Second, these productivity debates as we've already established are mixing hard numbers with soft ones. There is no doubt that IT has produced some productivity gains. There is also little doubt that some of those gains are inflated because they represent people working more hours. Any argument that there is going to be a second globalization driven productivity surge is rather optimistic. Almost certainly there is going to be a surge in foreign productivity as they go hi-tech from low-tech or no-tech.

Those cost savings are not necessarily however passed on to the US economy. As Dan himself has noted that the developing countries such as India, China, and others will in a few years become preminent in sheer economic size compared to the Paris club much less the US alone.

So far in the process of globalization, the US has (unevenly distributed it is true) disproportionately benefited economically because of the US position as the largest consumer market, it's hi-tech leadership, and it's unique preminent Economic role reinforced by the use of the Greenback as a standard commodity pricing currency.

This preminent position is now being threatened. There is no reasonable forward projection that says that the benefits of globalization will flow primarily back to us, when Europe, Russia, and the developing Third World are becoming bigger economic competitors. This is the subtle but incredibly important factor missing in Catherine's otherwise intellectually brilliant peice. Even her job gain statistics while impressive are not reliable as future guides. That would rely on the assumption that job creation will be driven by wealth trickle-down redistribution from the gains of globalization driven productivity, that she assumes will continue to flow to us.
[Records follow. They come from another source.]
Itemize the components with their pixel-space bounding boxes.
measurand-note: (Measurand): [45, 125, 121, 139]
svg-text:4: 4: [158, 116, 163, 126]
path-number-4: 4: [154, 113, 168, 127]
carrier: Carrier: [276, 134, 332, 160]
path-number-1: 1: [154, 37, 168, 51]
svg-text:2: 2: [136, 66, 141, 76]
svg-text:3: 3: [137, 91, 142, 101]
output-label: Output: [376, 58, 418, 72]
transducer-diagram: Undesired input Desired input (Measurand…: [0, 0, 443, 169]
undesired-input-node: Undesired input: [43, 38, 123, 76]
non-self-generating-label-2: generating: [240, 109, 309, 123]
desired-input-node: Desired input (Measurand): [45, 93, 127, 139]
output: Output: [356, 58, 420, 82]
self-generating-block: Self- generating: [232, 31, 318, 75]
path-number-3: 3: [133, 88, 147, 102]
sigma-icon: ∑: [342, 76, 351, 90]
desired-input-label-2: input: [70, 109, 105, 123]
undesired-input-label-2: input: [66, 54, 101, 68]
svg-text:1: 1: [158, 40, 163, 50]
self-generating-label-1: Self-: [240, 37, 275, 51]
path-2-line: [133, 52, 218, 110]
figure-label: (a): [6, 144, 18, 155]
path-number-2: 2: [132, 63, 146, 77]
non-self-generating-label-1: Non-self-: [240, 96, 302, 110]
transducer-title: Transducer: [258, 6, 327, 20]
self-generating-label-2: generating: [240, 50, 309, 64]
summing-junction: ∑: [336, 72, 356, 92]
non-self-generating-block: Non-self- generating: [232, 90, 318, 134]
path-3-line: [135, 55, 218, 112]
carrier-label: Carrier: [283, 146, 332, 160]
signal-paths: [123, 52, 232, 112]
For a brief time, a few years and no more, this will continue to be true. But even now the center of gravity is noticably shifting. There is no expectation that real domestic IT growth at that future time will be sustained. These numbers cannot even be relied upon as they do not take into account economic deceleration. What do I mean by that? If we look at economic growth as a measure as crude as GDP we immediately see that these employment numbers are lagging GDP. Once they led them. In other words the clip is still fast-paced but it is sloooowwwwwwinnnnggggg down. It is this decelleration or drop in comparative economic activity between the sector and employment in it and national economic activity that is key to understanding the perception that "jobs are being lost overseas in the IT sector."

Another economic analysis in obscure but critical issues courtesy of the oldman.

posted by: oldman on 12.11.03 at 06:24 PM [permalink]



This is the first thing I've read about IT outsourcing that makes any sense to me as a small-business software developer. Because enterprise software products (e.g. Oracle databases) are so expensive, small businesses do not adopt them; it's cheaper to just keep using inefficient old systems. If the prices of these products come down due to globalization, many jobs will be created for people who know how to install, support, and customize them.

posted by: br on 12.11.03 at 06:24 PM [permalink]



I use a popular payroll software program. I tried to get help from their support department and the person they connected me to couldn't understand me. I found a local independent company that came in and trained us on the system. These big companies are going to lose their customer base to smaller competitors with their drive to cut costs at the expense of customer service and support.